Sway is another interactive relaxation app from ustwo

Digital design studio ustwo — best known for its mobile gaming chops — is doubling down on a move into mindfulness and well-being apps in recent years, with the launch of a second “interactive meditation” app, called Sway.

This follows a journaling app (Moodnotes) with a cognitive behavioral therapy twist, which launched in August 2015, and a visually guided “meditation experience,” called Pause, in October 2015.

All three apps are collaborations with third parties working in the health and well-being space, with ustwo bringing in psychological expertise for Moodnotes via LA-based mobile app firm Thriveport, and working with Danish mental wellness company PauseAble on Pause — and now also with Sway.

Sway is very much a continuation of the thinking behind Pause, which ustwo said was aiming to draw on “ancient Tai Chi and mindfulness practice.” That app involved guiding users to touch the screen of their device and move an amorphous blob around slowly as a way to slow down, relax and achieve a moment or two of calm.

With Sway, the movement element expands beyond just an on-screen movement to encompass the whole body, with users guided by on-screen instructions, music and moving visuals to focus their attention and make slow and gentle movements — these can be whole-body movements or just moving the hand that’s holding the phone.

Sway starts with a couple of minutes of guided “swaying” and gradually increases the time of each daily session until the user is clocking 20 minutes of movement per day. A series of levels are also unlocked as you progress, encouraging a range of different movements aimed at relaxing the user.

As well as displaying text instructions to get sessions started, the screen of the Sway app is given over to soothing visuals — consisting of a generative soundscape of undulating hills in pastel-toned gradient colors that morph and change form and color while you move back and forth. Users are encouraged to don headphones and soak themselves in the tranquil accompanying music.

After a few moments, the app also moves on to instructing the user to look away from the screen so a relaxation session can continue with a phone tucked entirely out of sight, in a pocket say, with just music and physical movement left.

If this is all sounding a bit too hippie for your tastes, ustwo is claiming it can back up its theory of “interactive meditation” being effective for relaxation purposes, and more accessible — and more effective in noisy environments — than audio-guided meditations based on a series of studies it commissioned.

The basic argument being you might be able to more easily fit one of its “interactive meditation” sessions into, for example, your daily commute or your office environs, where it might be harder to concentrate on a more traditional audio-guided meditation given all the distracting activity going on around you.

The studies were carried out by Professor Xiangshi Ren at the Center for Human Engaged Computing at the Kochi University of Technology in Japan, and compared ustwo’s earlier Pause app with the audio-guided meditation app Headspace.

However they only involved a small number of participants, and were not placebo-controlled. “To date we’ve only focused on validating its functional effects, and not yet done any placebo-controlled trials — this is something we’ll definitely explore,” says a spokesman.

They also weren’t studying the effectiveness of Sway specifically — but testing its predecessor Pause. Albeit, ustwo is arguing both apps are essentially utilizing the same physically interactive approach to encouraging mindfulness and relaxation.

And, well, at the end of the day if an app ends up making some people feel calmer because they think it’s helping them feel calmer it’s arguably doing something positive (even if not necessarily for the reasons claimed).

As with ustwo’s other mobile health apps, Sway — which launches tomorrow — will be a paid download, this time priced at $2.99.

The earlier Pause app ($1.99) has had around 400,000 downloads to date, while Moodnotes ($3.99) has clocked around 40,000 downloads on iOS, with an Android version also due to launch “within weeks.”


* _ASSIGNMENT_
Start at the top line and retype the data exactly through to the end.
(Beginning of RECORDED DATA)
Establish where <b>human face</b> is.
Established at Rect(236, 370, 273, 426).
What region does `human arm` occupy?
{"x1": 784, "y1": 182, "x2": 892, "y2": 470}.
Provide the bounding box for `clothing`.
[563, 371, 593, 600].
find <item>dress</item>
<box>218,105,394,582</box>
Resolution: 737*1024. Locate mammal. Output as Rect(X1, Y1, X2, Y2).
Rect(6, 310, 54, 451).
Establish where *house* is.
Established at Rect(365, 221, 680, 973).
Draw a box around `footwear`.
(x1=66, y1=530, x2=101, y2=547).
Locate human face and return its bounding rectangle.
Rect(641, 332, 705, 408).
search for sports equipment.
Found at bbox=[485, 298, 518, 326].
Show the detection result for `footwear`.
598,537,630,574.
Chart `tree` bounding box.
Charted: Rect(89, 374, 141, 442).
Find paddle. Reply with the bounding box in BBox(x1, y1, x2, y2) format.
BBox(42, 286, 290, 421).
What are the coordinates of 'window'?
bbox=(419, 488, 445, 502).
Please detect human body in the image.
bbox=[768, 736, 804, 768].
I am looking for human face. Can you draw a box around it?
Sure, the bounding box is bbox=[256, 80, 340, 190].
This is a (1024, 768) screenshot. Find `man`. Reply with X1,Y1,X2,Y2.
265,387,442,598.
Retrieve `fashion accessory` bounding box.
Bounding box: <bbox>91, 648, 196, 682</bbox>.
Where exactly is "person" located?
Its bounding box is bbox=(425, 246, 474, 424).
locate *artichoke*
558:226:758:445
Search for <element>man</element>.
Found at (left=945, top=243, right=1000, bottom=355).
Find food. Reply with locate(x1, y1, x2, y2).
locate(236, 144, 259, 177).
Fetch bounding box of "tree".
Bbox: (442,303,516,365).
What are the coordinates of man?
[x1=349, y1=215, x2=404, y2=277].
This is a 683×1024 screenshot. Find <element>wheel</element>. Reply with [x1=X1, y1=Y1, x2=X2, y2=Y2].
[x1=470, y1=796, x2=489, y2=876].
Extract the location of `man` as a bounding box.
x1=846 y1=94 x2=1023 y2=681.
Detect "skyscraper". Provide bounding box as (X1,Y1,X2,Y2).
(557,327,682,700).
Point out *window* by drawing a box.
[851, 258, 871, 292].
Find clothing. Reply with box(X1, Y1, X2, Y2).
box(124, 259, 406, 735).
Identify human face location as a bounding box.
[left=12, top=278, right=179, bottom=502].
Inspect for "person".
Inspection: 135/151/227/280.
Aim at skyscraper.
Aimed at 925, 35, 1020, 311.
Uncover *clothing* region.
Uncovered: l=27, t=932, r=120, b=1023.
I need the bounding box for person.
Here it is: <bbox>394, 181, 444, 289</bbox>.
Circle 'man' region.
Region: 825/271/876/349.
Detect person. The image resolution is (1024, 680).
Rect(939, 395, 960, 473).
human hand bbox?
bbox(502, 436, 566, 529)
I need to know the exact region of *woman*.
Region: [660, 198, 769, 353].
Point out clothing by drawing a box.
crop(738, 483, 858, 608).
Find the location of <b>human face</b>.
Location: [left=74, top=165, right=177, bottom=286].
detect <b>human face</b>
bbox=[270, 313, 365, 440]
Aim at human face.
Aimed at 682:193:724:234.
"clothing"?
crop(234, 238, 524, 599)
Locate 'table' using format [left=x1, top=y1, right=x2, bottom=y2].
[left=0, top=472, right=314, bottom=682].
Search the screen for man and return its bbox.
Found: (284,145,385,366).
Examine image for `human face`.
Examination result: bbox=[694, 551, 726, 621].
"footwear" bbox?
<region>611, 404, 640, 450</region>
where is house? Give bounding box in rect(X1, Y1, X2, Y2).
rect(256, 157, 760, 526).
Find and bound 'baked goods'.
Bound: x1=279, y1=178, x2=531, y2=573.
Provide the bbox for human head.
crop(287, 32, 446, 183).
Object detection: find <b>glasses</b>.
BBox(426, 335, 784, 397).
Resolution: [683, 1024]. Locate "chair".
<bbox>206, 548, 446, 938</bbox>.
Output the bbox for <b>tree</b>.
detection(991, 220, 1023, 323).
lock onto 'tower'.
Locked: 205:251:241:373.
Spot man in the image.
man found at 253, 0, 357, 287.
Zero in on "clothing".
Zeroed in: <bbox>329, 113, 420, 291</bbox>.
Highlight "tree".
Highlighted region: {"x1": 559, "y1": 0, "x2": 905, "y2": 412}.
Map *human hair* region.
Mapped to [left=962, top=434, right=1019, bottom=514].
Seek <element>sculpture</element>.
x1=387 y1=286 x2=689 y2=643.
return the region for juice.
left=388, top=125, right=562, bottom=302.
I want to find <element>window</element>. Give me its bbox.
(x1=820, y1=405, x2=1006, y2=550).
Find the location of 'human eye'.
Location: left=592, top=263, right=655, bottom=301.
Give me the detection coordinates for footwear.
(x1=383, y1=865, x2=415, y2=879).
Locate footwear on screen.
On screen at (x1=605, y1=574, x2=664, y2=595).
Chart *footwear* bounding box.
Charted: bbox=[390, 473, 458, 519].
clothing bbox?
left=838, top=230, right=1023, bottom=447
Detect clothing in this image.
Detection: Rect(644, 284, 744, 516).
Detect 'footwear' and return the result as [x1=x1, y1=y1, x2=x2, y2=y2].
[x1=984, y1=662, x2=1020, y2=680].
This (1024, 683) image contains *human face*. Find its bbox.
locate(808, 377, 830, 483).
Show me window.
(End of RECORDED DATA)
* _TASK ANSWER_
Establish where <b>human face</b> is.
Established at Rect(236, 370, 273, 426).
What region does `human arm` occupy?
{"x1": 784, "y1": 182, "x2": 892, "y2": 470}.
Provide the bounding box for `clothing`.
[563, 371, 593, 600].
find <item>dress</item>
<box>218,105,394,582</box>
Resolution: 737*1024. Locate mammal. Output as Rect(X1, Y1, X2, Y2).
Rect(6, 310, 54, 451).
Establish where *house* is.
Established at Rect(365, 221, 680, 973).
Draw a box around `footwear`.
(x1=66, y1=530, x2=101, y2=547).
Locate human face and return its bounding rectangle.
Rect(641, 332, 705, 408).
search for sports equipment.
Found at bbox=[485, 298, 518, 326].
Show the detection result for `footwear`.
598,537,630,574.
Chart `tree` bounding box.
Charted: Rect(89, 374, 141, 442).
Find paddle. Reply with the bounding box in BBox(x1, y1, x2, y2) format.
BBox(42, 286, 290, 421).
What are the coordinates of 'window'?
bbox=(419, 488, 445, 502).
Please detect human body in the image.
bbox=[768, 736, 804, 768].
I am looking for human face. Can you draw a box around it?
Sure, the bounding box is bbox=[256, 80, 340, 190].
This is a (1024, 768) screenshot. Find `man`. Reply with X1,Y1,X2,Y2.
265,387,442,598.
Retrieve `fashion accessory` bounding box.
Bounding box: <bbox>91, 648, 196, 682</bbox>.
Where exactly is "person" located?
Its bounding box is bbox=(425, 246, 474, 424).
locate *artichoke*
558:226:758:445
Search for <element>man</element>.
Found at (left=945, top=243, right=1000, bottom=355).
Find food. Reply with locate(x1, y1, x2, y2).
locate(236, 144, 259, 177).
Fetch bounding box of "tree".
Bbox: (442,303,516,365).
What are the coordinates of man?
[x1=349, y1=215, x2=404, y2=277].
This is a 683×1024 screenshot. Find <element>wheel</element>. Reply with [x1=X1, y1=Y1, x2=X2, y2=Y2].
[x1=470, y1=796, x2=489, y2=876].
Extract the location of `man` as a bounding box.
x1=846 y1=94 x2=1023 y2=681.
Detect "skyscraper". Provide bounding box as (X1,Y1,X2,Y2).
(557,327,682,700).
Point out *window* by drawing a box.
[851, 258, 871, 292].
Find clothing. Reply with box(X1, Y1, X2, Y2).
box(124, 259, 406, 735).
Identify human face location as a bounding box.
[left=12, top=278, right=179, bottom=502].
Inspect for "person".
Inspection: 135/151/227/280.
Aim at skyscraper.
Aimed at 925, 35, 1020, 311.
Uncover *clothing* region.
Uncovered: l=27, t=932, r=120, b=1023.
I need the bounding box for person.
Here it is: <bbox>394, 181, 444, 289</bbox>.
Circle 'man' region.
Region: 825/271/876/349.
Detect person. The image resolution is (1024, 680).
Rect(939, 395, 960, 473).
human hand bbox?
bbox(502, 436, 566, 529)
I need to know the exact region of *woman*.
Region: [660, 198, 769, 353].
Point out clothing by drawing a box.
crop(738, 483, 858, 608).
Find the location of <b>human face</b>.
Location: [left=74, top=165, right=177, bottom=286].
detect <b>human face</b>
bbox=[270, 313, 365, 440]
Aim at human face.
Aimed at 682:193:724:234.
"clothing"?
crop(234, 238, 524, 599)
Locate 'table' using format [left=x1, top=y1, right=x2, bottom=y2].
[left=0, top=472, right=314, bottom=682].
Search the screen for man and return its bbox.
Found: (284,145,385,366).
Examine image for `human face`.
Examination result: bbox=[694, 551, 726, 621].
"footwear" bbox?
<region>611, 404, 640, 450</region>
where is house? Give bounding box in rect(X1, Y1, X2, Y2).
rect(256, 157, 760, 526).
Find and bound 'baked goods'.
Bound: x1=279, y1=178, x2=531, y2=573.
Provide the bbox for human head.
crop(287, 32, 446, 183).
Object detection: find <b>glasses</b>.
BBox(426, 335, 784, 397).
Resolution: [683, 1024]. Locate "chair".
<bbox>206, 548, 446, 938</bbox>.
Output the bbox for <b>tree</b>.
detection(991, 220, 1023, 323).
lock onto 'tower'.
Locked: 205:251:241:373.
Spot man in the image.
man found at 253, 0, 357, 287.
Zero in on "clothing".
Zeroed in: <bbox>329, 113, 420, 291</bbox>.
Highlight "tree".
Highlighted region: {"x1": 559, "y1": 0, "x2": 905, "y2": 412}.
Map *human hair* region.
Mapped to [left=962, top=434, right=1019, bottom=514].
Seek <element>sculpture</element>.
x1=387 y1=286 x2=689 y2=643.
return the region for juice.
left=388, top=125, right=562, bottom=302.
I want to find <element>window</element>. Give me its bbox.
(x1=820, y1=405, x2=1006, y2=550).
Find the location of 'human eye'.
Location: left=592, top=263, right=655, bottom=301.
Give me the detection coordinates for footwear.
(x1=383, y1=865, x2=415, y2=879).
Locate footwear on screen.
On screen at (x1=605, y1=574, x2=664, y2=595).
Chart *footwear* bounding box.
Charted: bbox=[390, 473, 458, 519].
clothing bbox?
left=838, top=230, right=1023, bottom=447
Detect clothing in this image.
Detection: Rect(644, 284, 744, 516).
Detect 'footwear' and return the result as [x1=x1, y1=y1, x2=x2, y2=y2].
[x1=984, y1=662, x2=1020, y2=680].
This (1024, 683) image contains *human face*. Find its bbox.
locate(808, 377, 830, 483).
Show me window.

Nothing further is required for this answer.